*** Source information ***
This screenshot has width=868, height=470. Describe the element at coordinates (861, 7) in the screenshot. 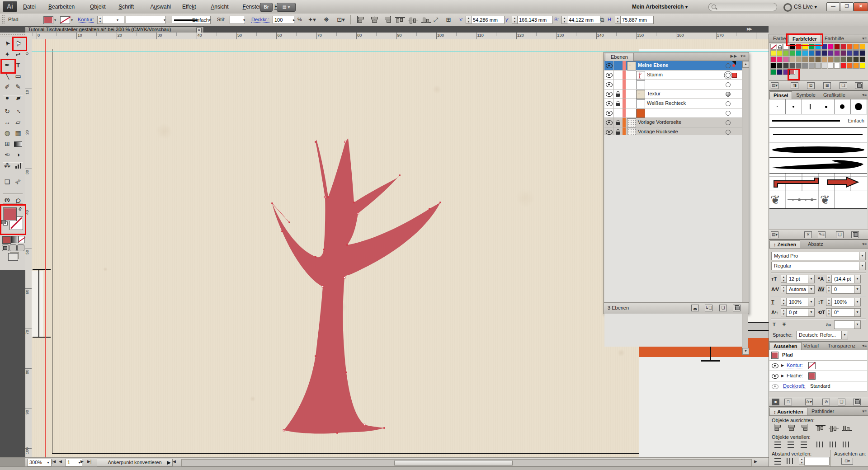

I see `close-button: ✕` at that location.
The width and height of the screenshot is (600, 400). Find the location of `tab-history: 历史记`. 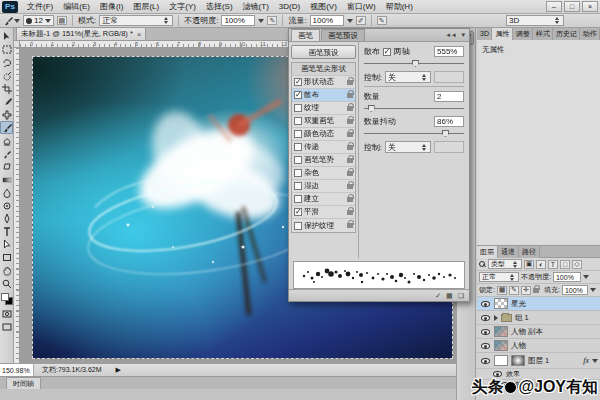

tab-history: 历史记 is located at coordinates (566, 34).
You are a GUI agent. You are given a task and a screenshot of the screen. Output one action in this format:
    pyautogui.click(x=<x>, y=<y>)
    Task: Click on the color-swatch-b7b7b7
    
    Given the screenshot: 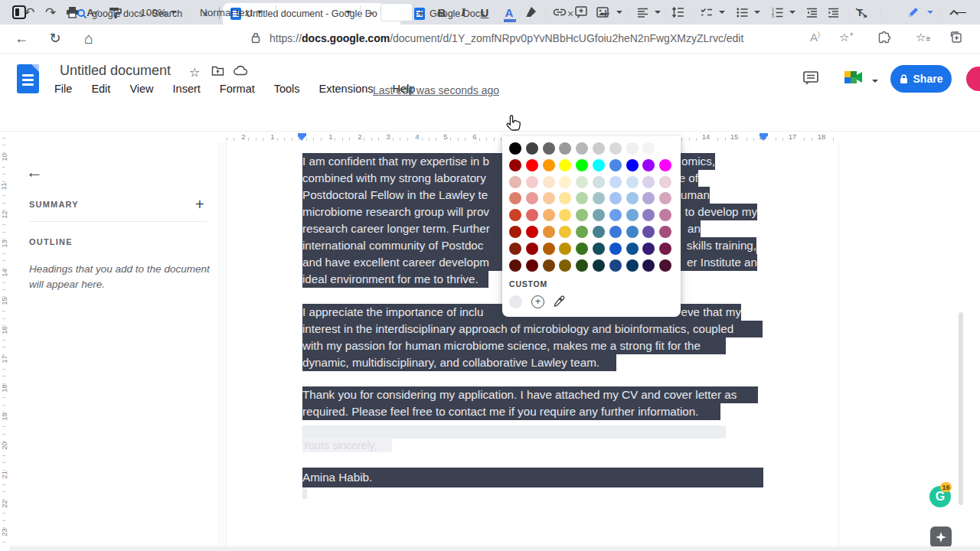 What is the action you would take?
    pyautogui.click(x=582, y=148)
    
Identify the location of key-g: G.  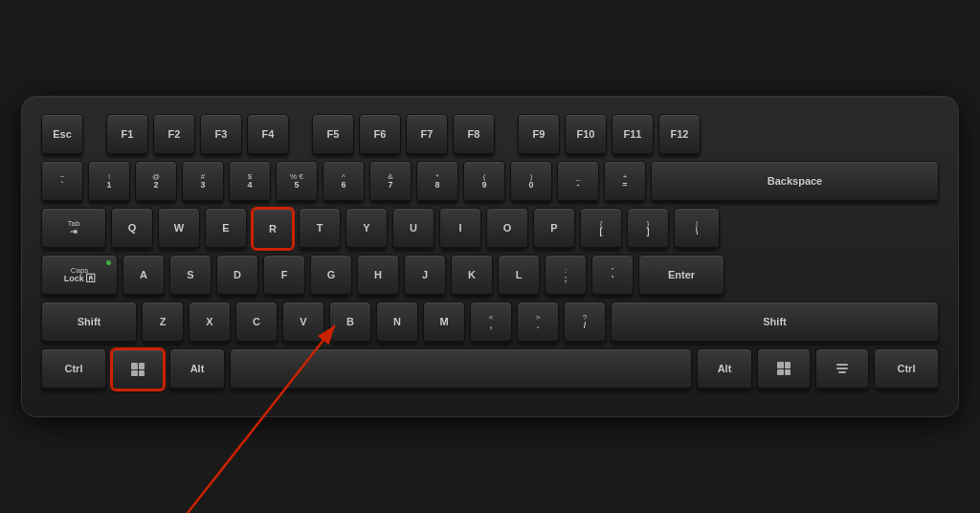
(331, 276).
*** End of Source information ***
### [What you need to do]
Exactly the lines starting at the one above with "The width and" and ending at the one with "You are a GUI" should be printed, and nothing else. Omit the pictures.

### [Reply]
The width and height of the screenshot is (600, 400). Find the location of `tab-history: 历史记`. 

tab-history: 历史记 is located at coordinates (566, 34).
You are a GUI agent. You are given a task and a screenshot of the screen. Output one action in this format:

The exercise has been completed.